Uniform convergence (sequence of functions)

Convergence f_n→f with a single N(ε) working for all x in the domain.
Uniform convergence (sequence of functions)

Let XX be a and let (Y,dY)(Y,d_Y) be a . A sequence of functions fn:XYf_n:X\to Y converges uniformly to f:XYf:X\to Y if

ε>0, NN such that nN, xX, dY(fn(x),f(x))<ε.\forall \varepsilon>0,\ \exists N\in\mathbb{N}\ \text{such that}\ \forall n\ge N,\ \forall x\in X,\ d_Y\bigl(f_n(x),f(x)\bigr)<\varepsilon.

Equivalently,

supxXdY(fn(x),f(x))n0,\sup_{x\in X} d_Y\bigl(f_n(x),f(x)\bigr)\xrightarrow[n\to\infty]{}0,

where the is taken in [0,][0,\infty].

Uniform convergence is strong enough to pass many properties to the limit (e.g., , under standard hypotheses). Compare with . It is a central tool in analysis and approximation theory.

Examples:

  • fn(x)=1nsinxf_n(x)=\frac{1}{n}\sin x converges uniformly to 00 on R\mathbb{R}.
  • On [0,1][0,1], fn(x)=xnf_n(x)=x^n converges pointwise to ff (as above) but not uniformly (since supx[0,1]xnf(x)=1\sup_{x\in[0,1]}|x^n-f(x)|=1 for all nn).
  • If fnf_n are continuous on a compact set and converge uniformly, then the limit is continuous (uniform limit theorem).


*Problem*.
Starting at the line that contains "Where would I", return every line through the end of the data exactly, without pictures.

*Raw data*.
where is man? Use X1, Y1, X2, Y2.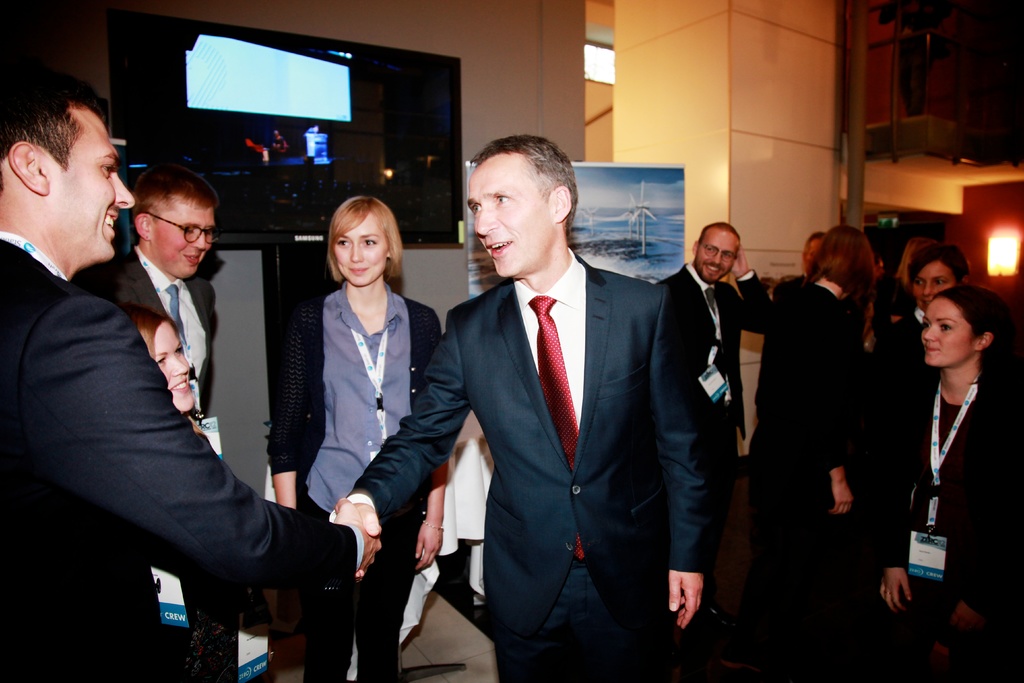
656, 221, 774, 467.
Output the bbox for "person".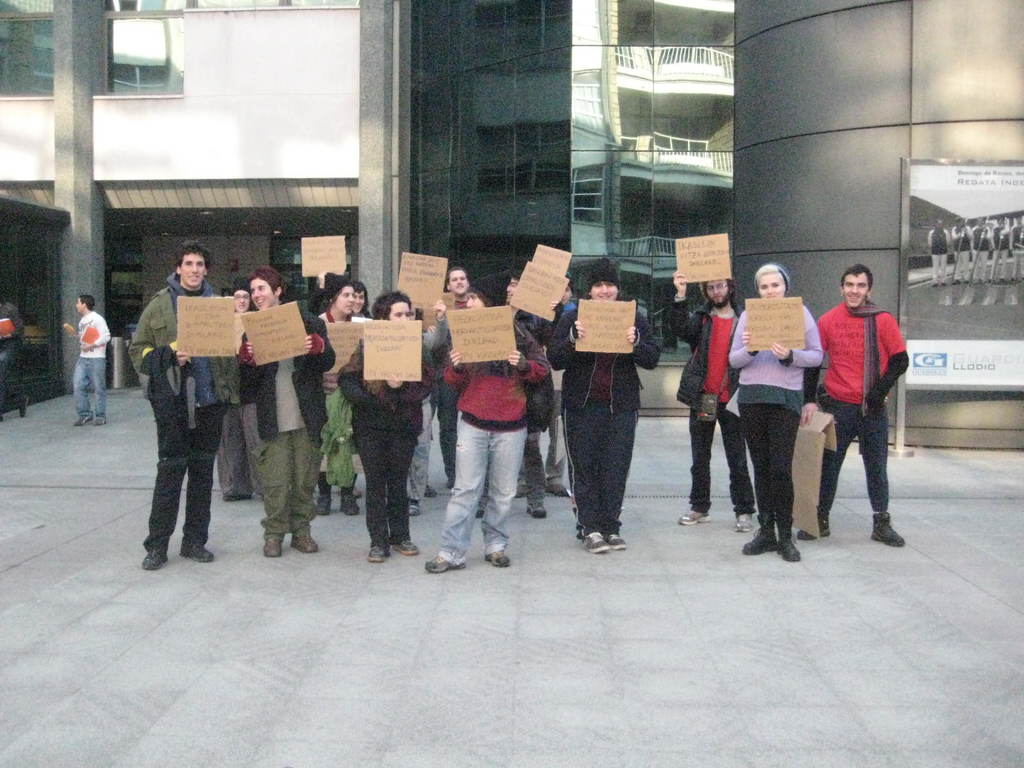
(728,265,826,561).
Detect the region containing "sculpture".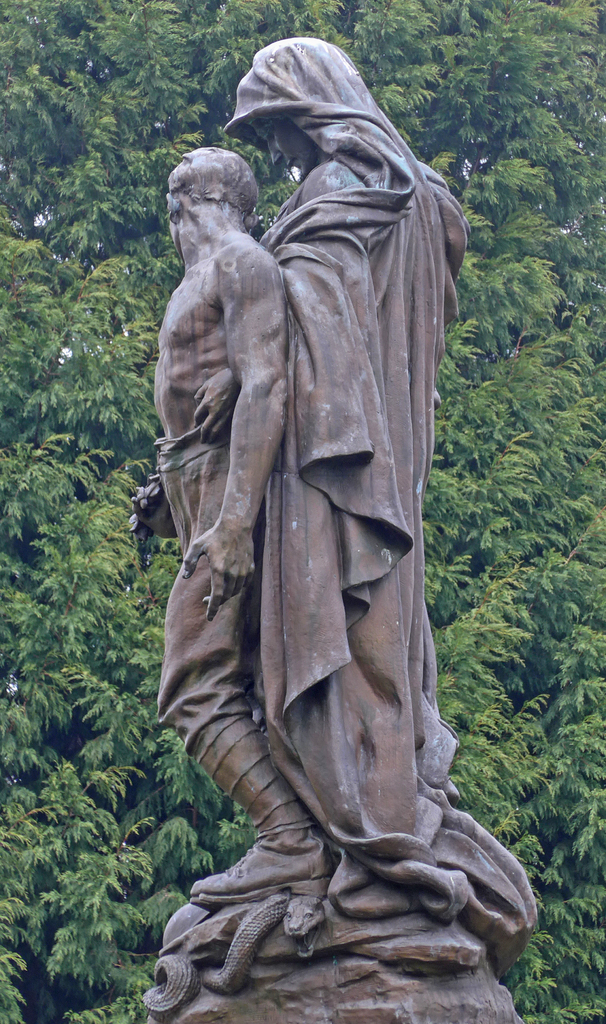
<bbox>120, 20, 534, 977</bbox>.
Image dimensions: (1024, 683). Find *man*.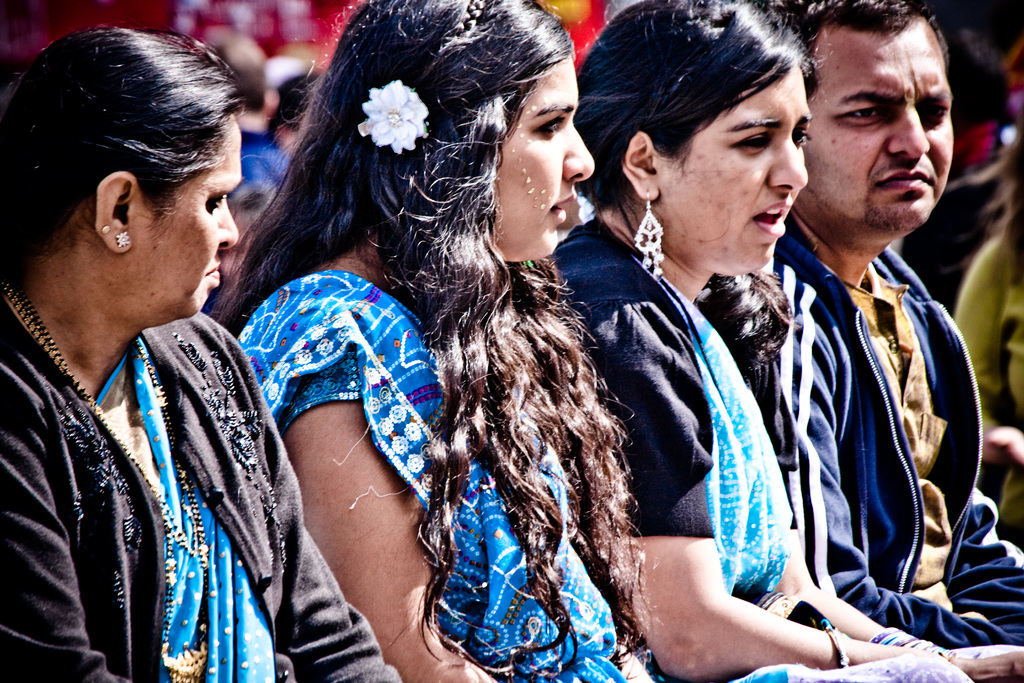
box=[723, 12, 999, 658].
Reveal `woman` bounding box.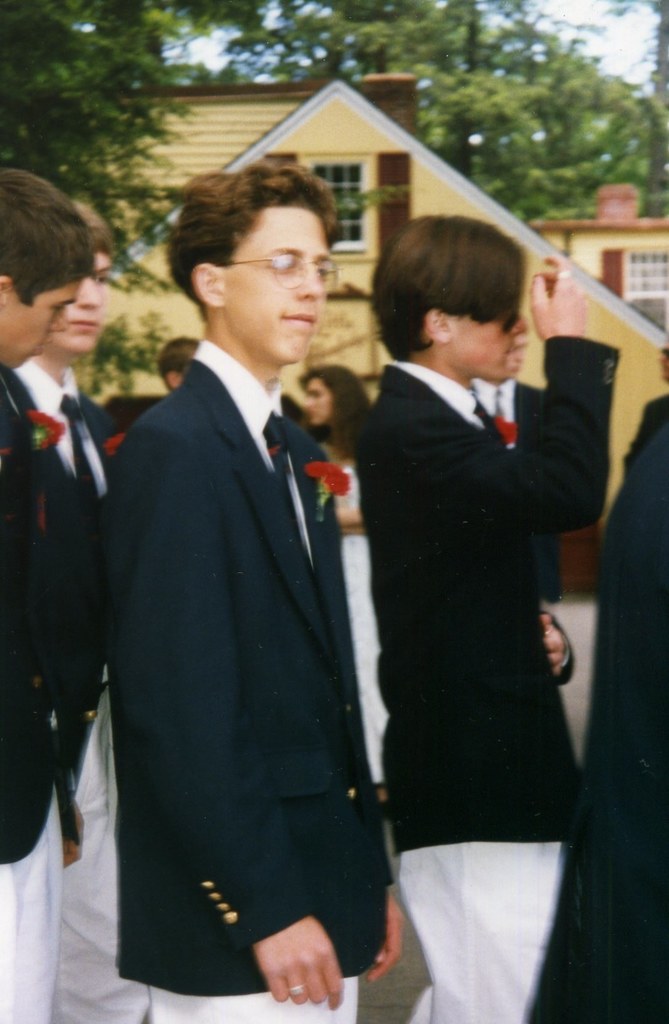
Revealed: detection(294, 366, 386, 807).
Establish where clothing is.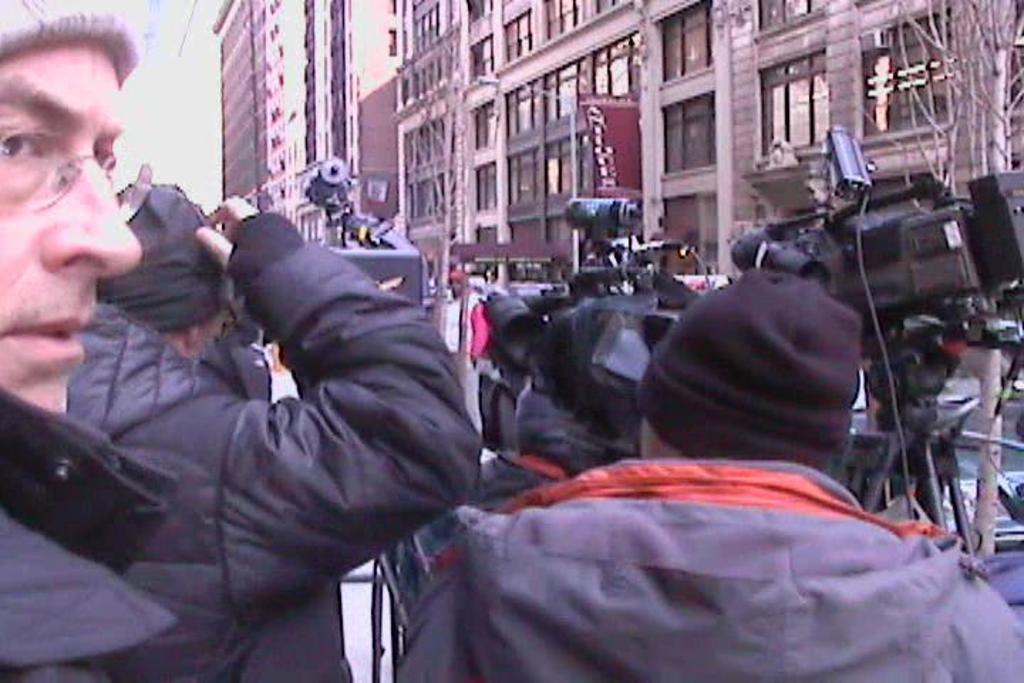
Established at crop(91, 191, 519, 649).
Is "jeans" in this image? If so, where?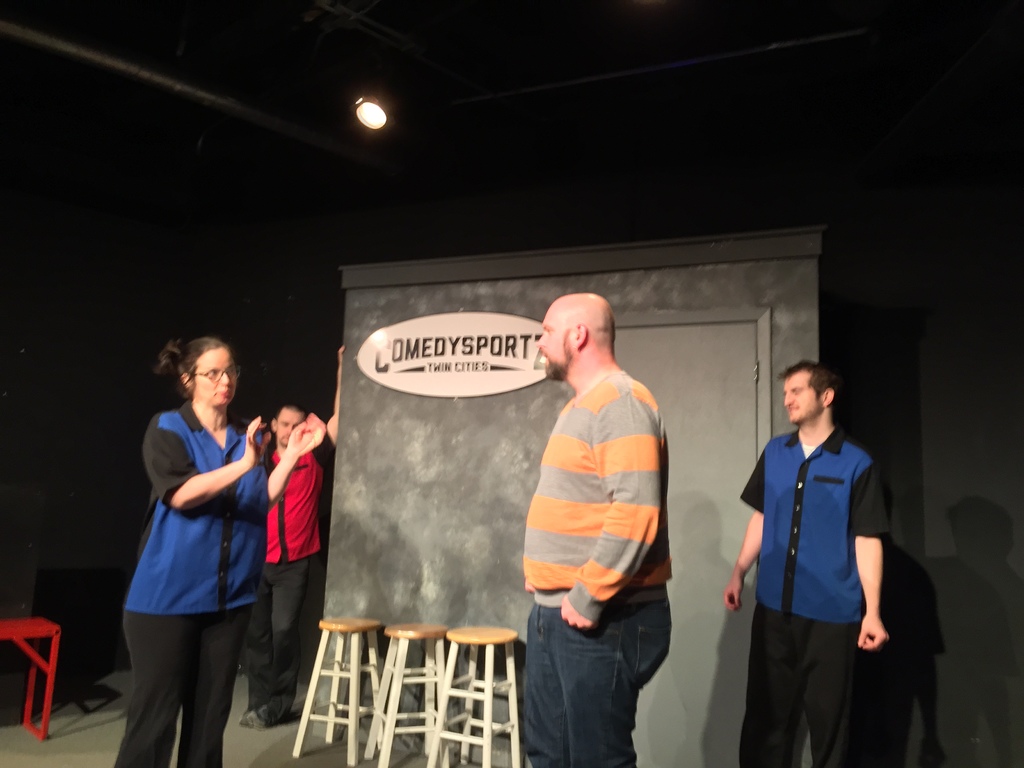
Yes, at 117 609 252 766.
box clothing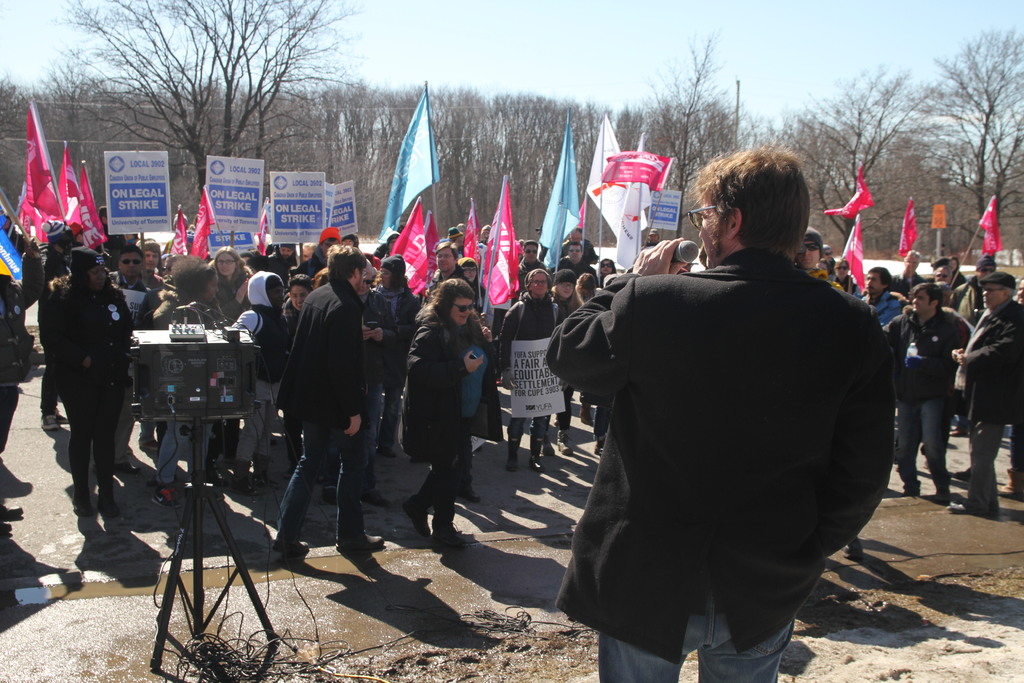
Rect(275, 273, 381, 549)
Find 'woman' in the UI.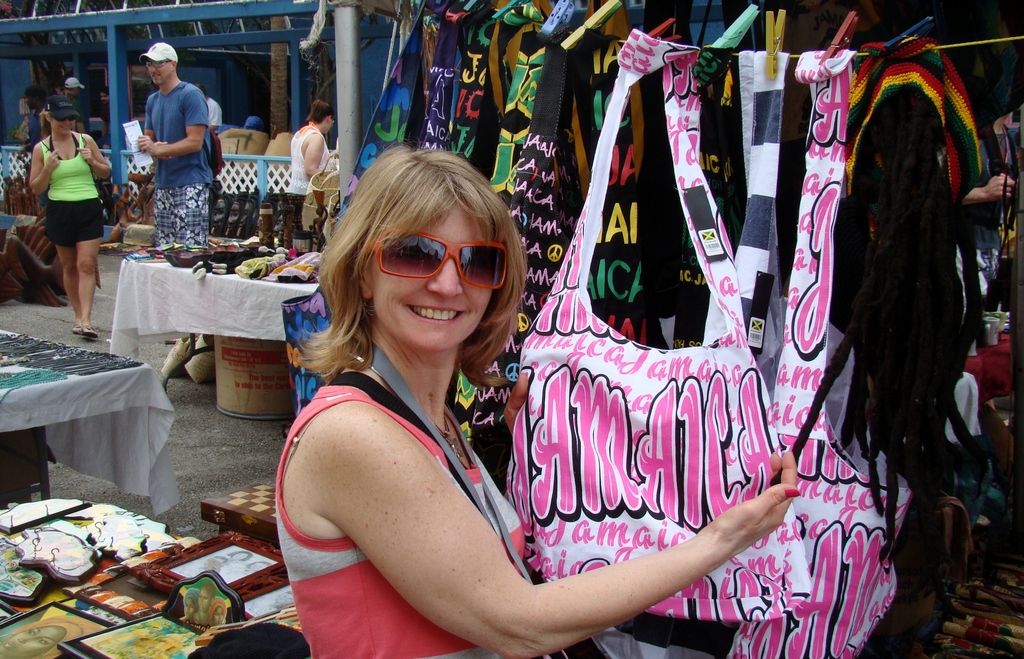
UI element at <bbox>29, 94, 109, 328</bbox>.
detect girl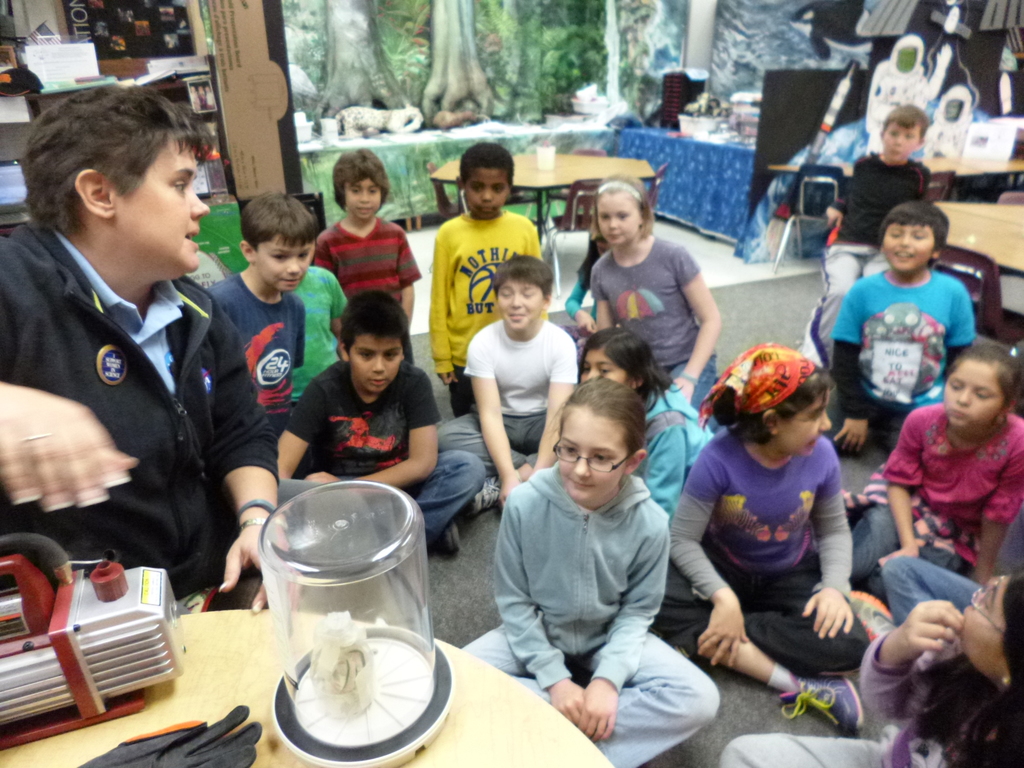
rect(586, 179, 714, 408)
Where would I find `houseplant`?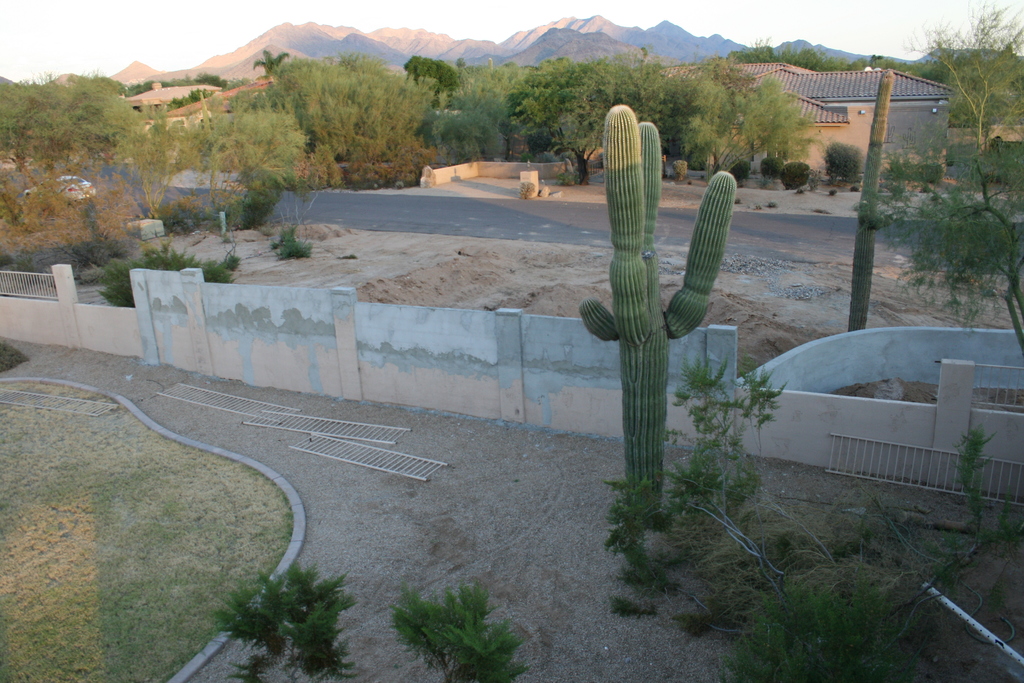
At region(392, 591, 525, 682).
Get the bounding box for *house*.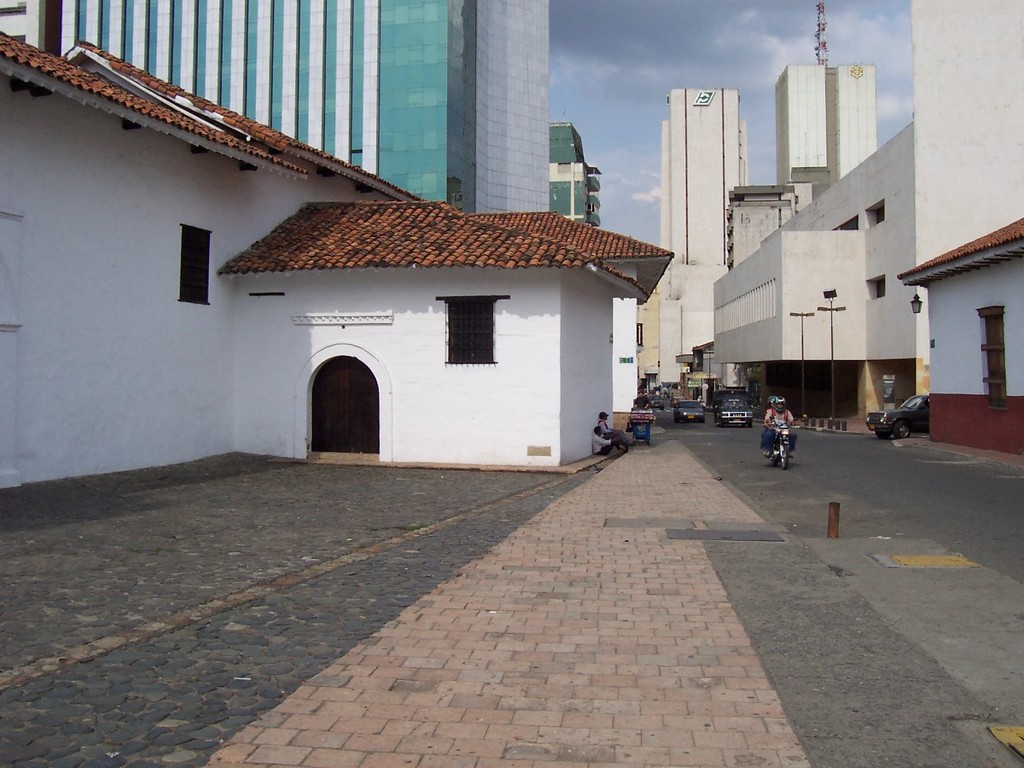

*Response area*.
Where would I find `houseplant`?
At region(392, 591, 525, 682).
Get the bounding box for *house*.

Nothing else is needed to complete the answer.